The British left-wing media, upon covering a conference involving Alex Kaschuta and Michael Anton, seemed to have fixated on Douglas Murray and Triggernometry, both pretty much classical liberals, as the real “hard-right” threat. I’m surprised that Douglas spoke at NatCon at all, considering his ideology and open conflict with American immigration restrictionist Pedro Gonzalez (Pedro’s reply). Douglas’ oratory skills are stellar and certainly held the room at his dinner address, but there was little if anything in his speech that deviates from mainstream British Conservatism. I don’t know what my takeaway from this is. That the British left-wing media is too lazy to read through the transcripts of their speeches? It really is not at all ambiguous who made the more ambitious speeches at NatCon. The meta-theme is that you can basically make as extreme of a point as you want as long as it is detailed and esoteric enough.

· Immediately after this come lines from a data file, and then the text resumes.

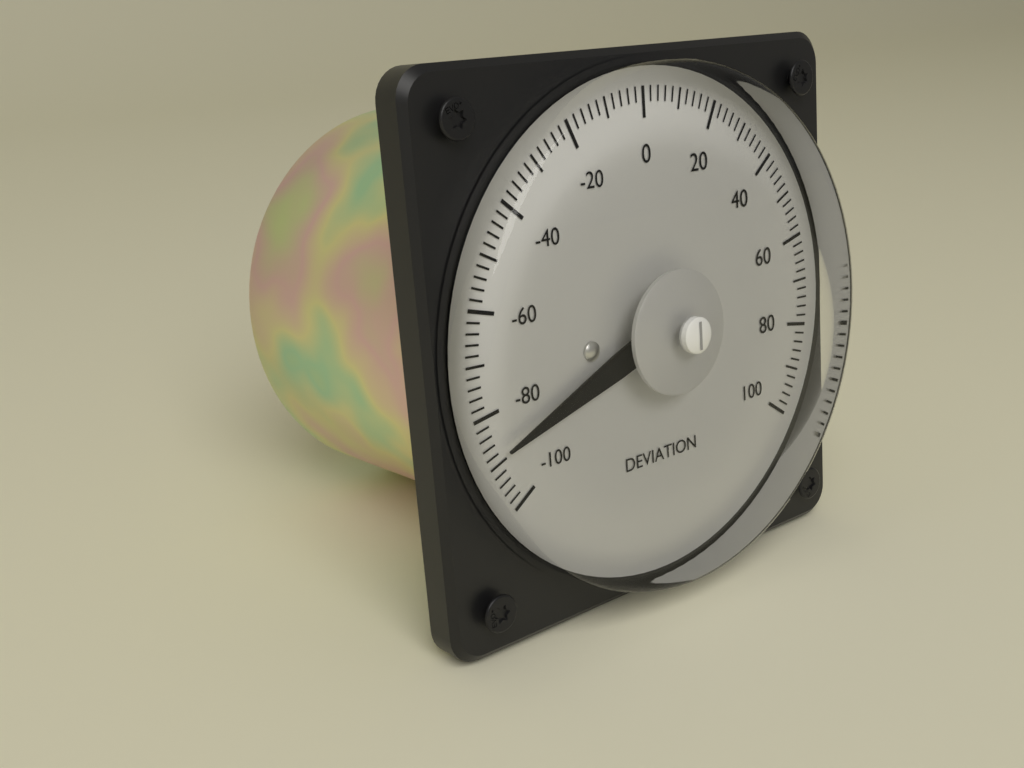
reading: -88 (no unit)
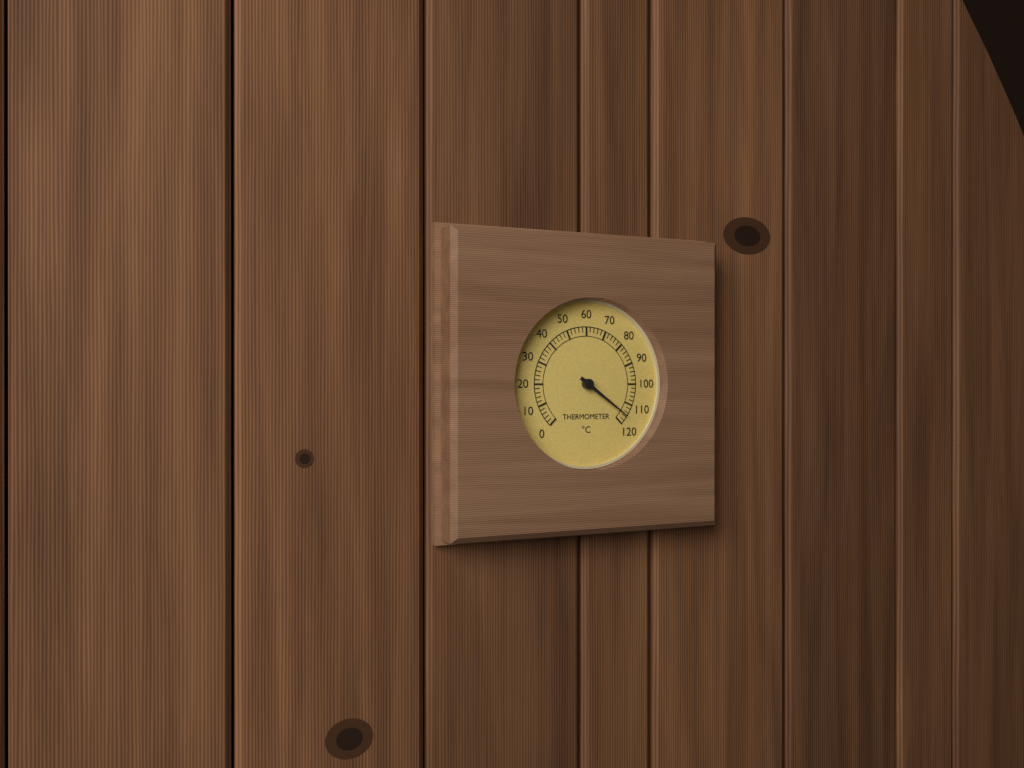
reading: 116 °C
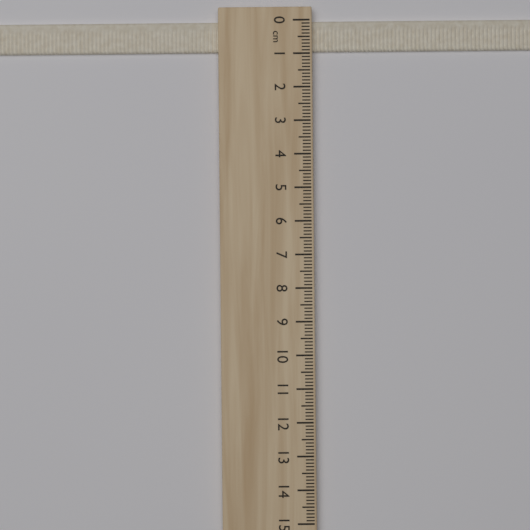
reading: 0.9 cm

So far, my review has been relatively positive. Nothing really justifies my subtitle: “It was Definitely National, Somewhat Conservative, and Very (Classically) Liberal”.

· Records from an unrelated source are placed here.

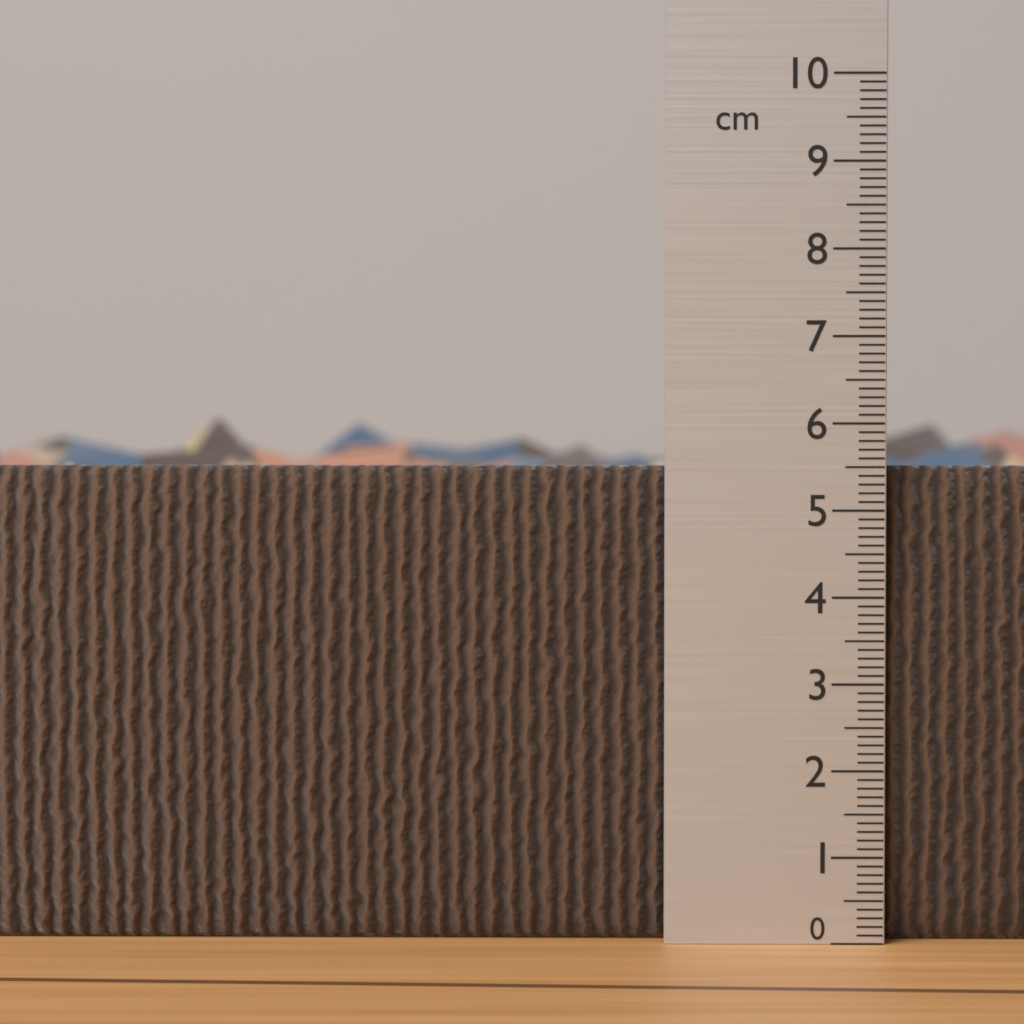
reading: 5.5 cm
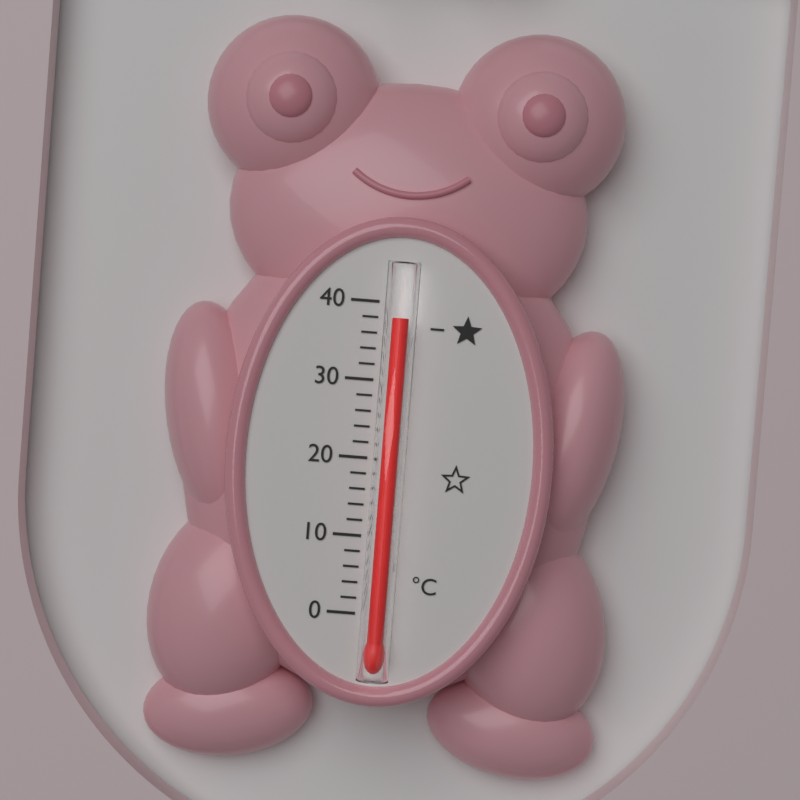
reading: 38 °C
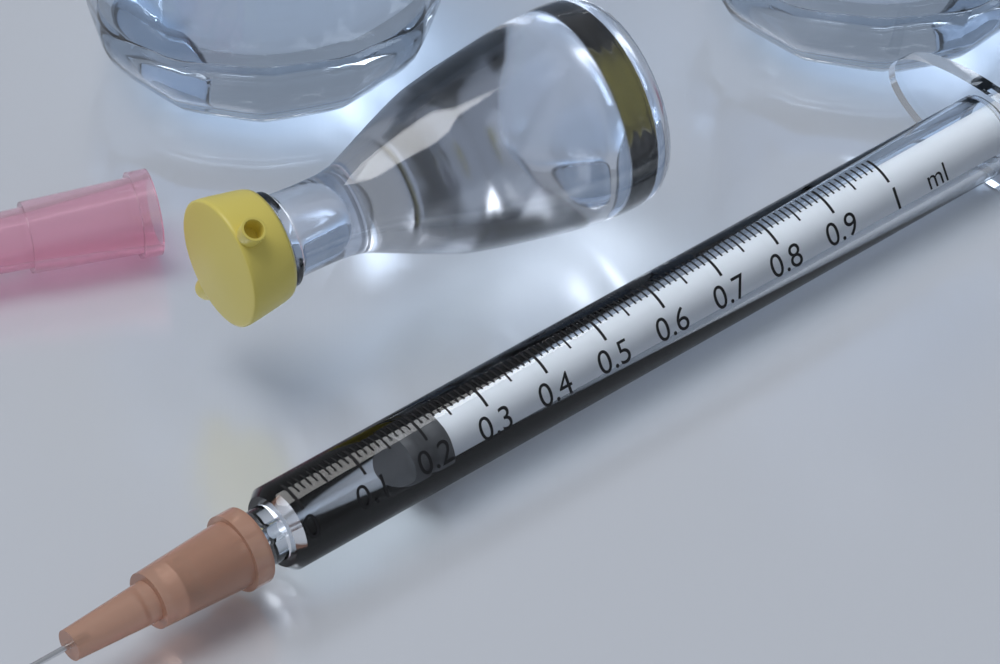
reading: 0.18 ml
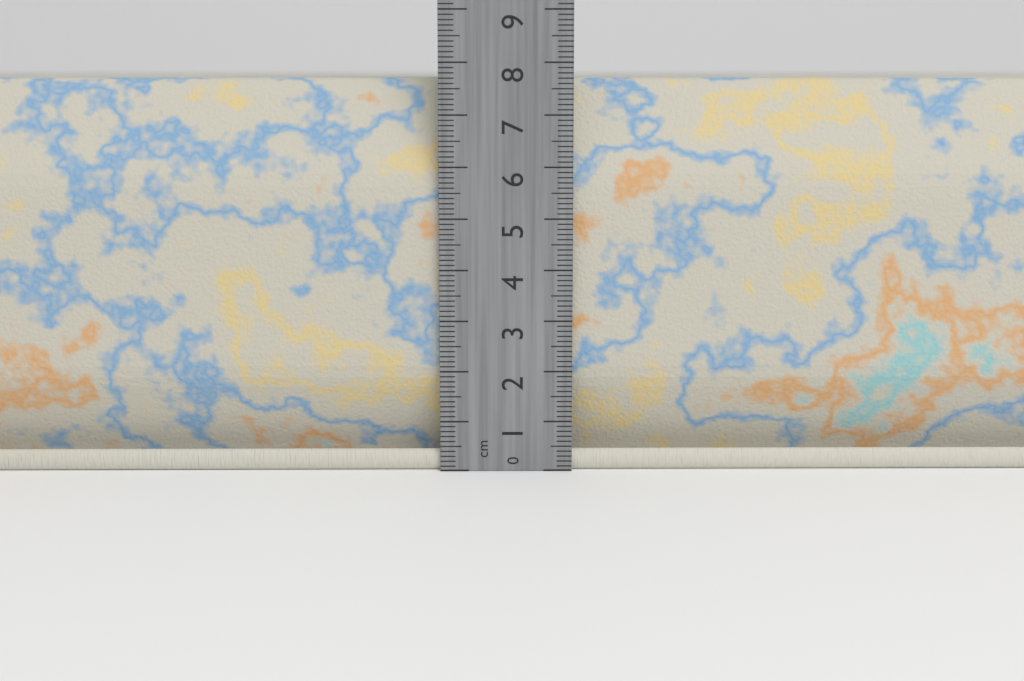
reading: 7.7 cm
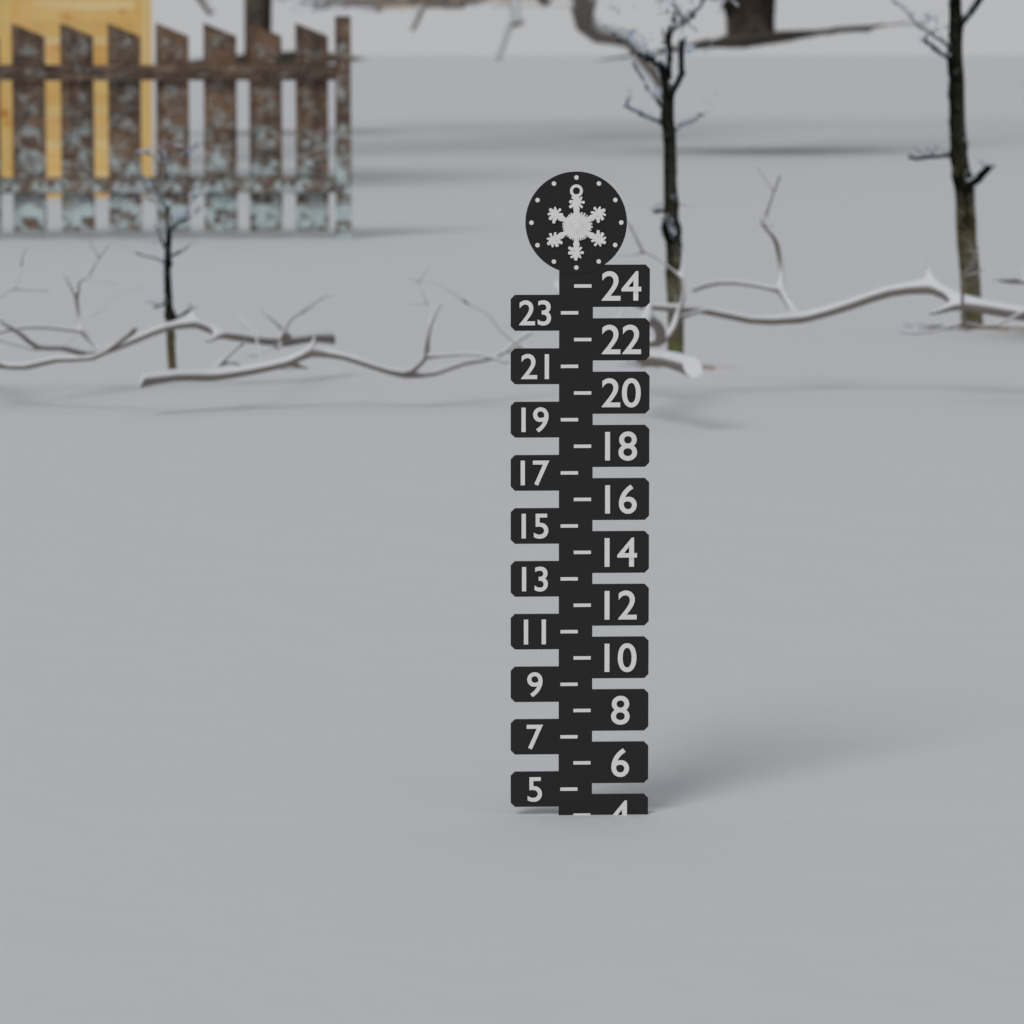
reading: 4 (no unit)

One theme NatCon shares across the pond is opposition to ‘neoliberalism’ – a word famously used by people across the entire political spectrum to denote people they don’t like, and by a different group of people across the entire political spectrum to denote people who believe in any amount of economics, there’s not much insight you can get to what ‘opponents of neoliberalism’ think from the term alone.

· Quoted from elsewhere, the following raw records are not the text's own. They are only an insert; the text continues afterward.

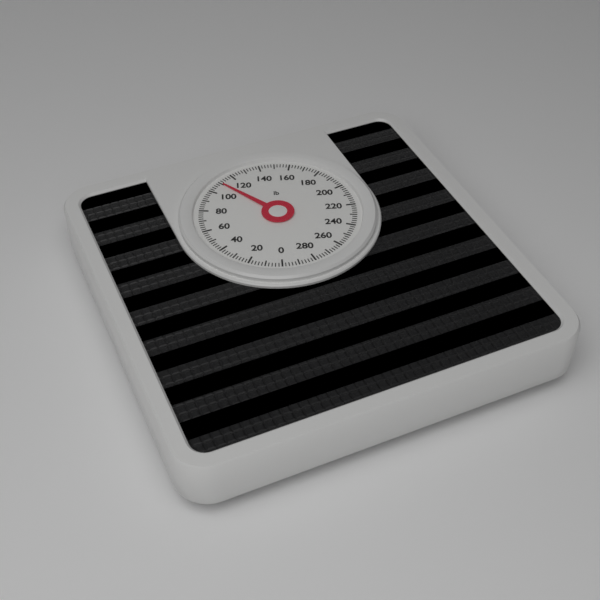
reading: 110 lb
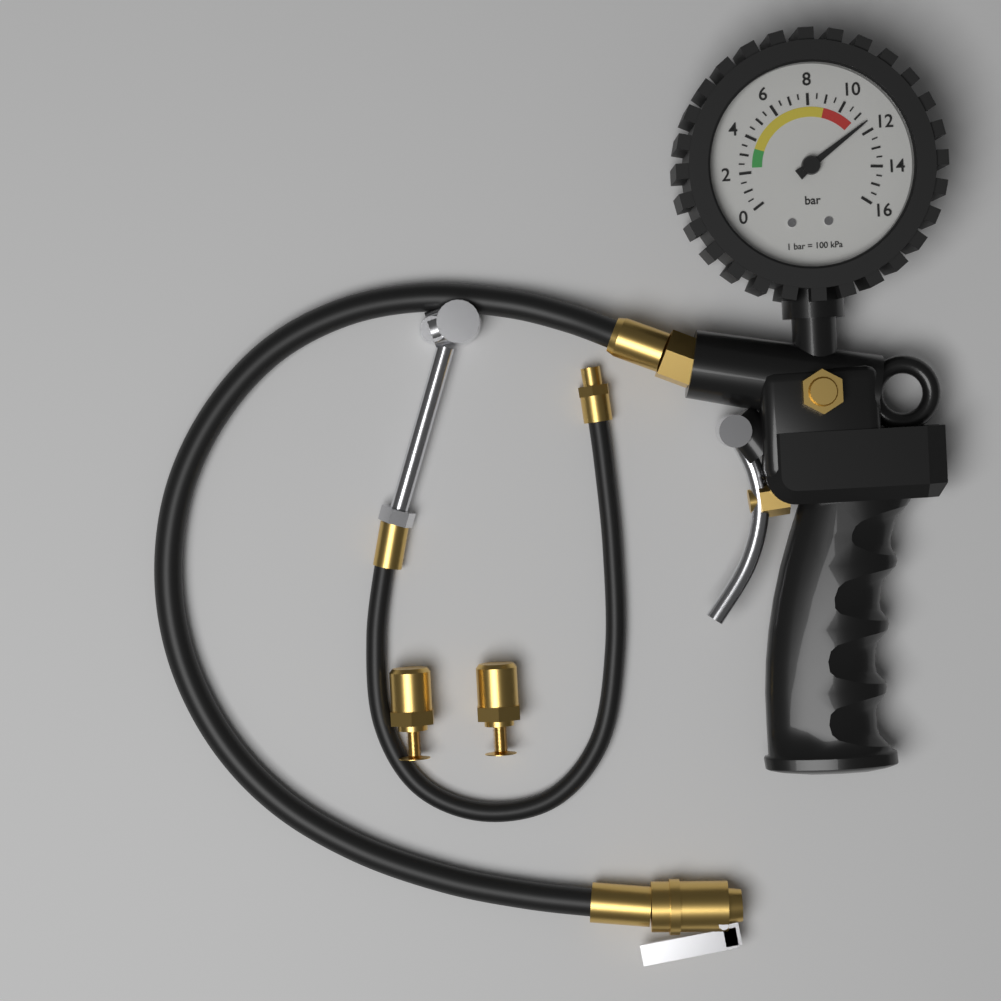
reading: 11.5 bar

Here is my fundamental critique of NatCon UK. In the US, the twin forces of ‘neoliberalism’ and mindless culture war grievances were intertwined. NatCon Miami was a revolt against both, with the combined beliefs labelled “boomer conservatism”. NatCon UK was the substitution of one half of boomer conservatism with the other. This isn’t to say that there aren’t insightful ways to fight the culture war. NatCon Miami included speeches detailing a model of success in reforming the administrative state, a keynote address detailing legal methods to combat ESG, a panel on combating far-left journalists, and many more. All I want from these panels are clear data points about the real world as it is, not as you want it to be. It can be as ideological or partisan as you want, that isn’t the problem. But at the end of the day, there has to be something to take away. Instead, here’s what we had:
There’s no conservative coalition without a fair portion of culture war. But this is more than a fair portion, and there’s more on different days. Detractors might say “Of course you would say that, you’re an autist who cares about machine learning and export controls”. In truth, there is a type of conservative with unconditional disdain for cultural principles that are worth standing for. But even NatCon UK speakers told me they believed there to be far too much culture war at this event. Moreover, without a substantive policy backing across the whole of government, there’s little reason to expect an aesthetically more “anti-woke” party to actually change the direction of government. All of these are obvious lessons to the American new right, inseparably intertwined with the critiques of “neoliberalism”. Once again, I cannot understate how well this was done at NatCon Miami. But for now, it seems the British NatCons have just wandered from one side of the desert to the other.
P.S.: I didn’t find any place in the narrative to fit this, but the speech which changed my mind the most is friend of the newsletter Eric Kaufmann’s speech “In Defense of Particularistic Nationalism”. It was very well executed with a solid logical backbone.
Conservatism is more of a writing/speaking style than an actual agenda. "What are we actually conserving" = (classical) liberalism; the real battle is to define what that means.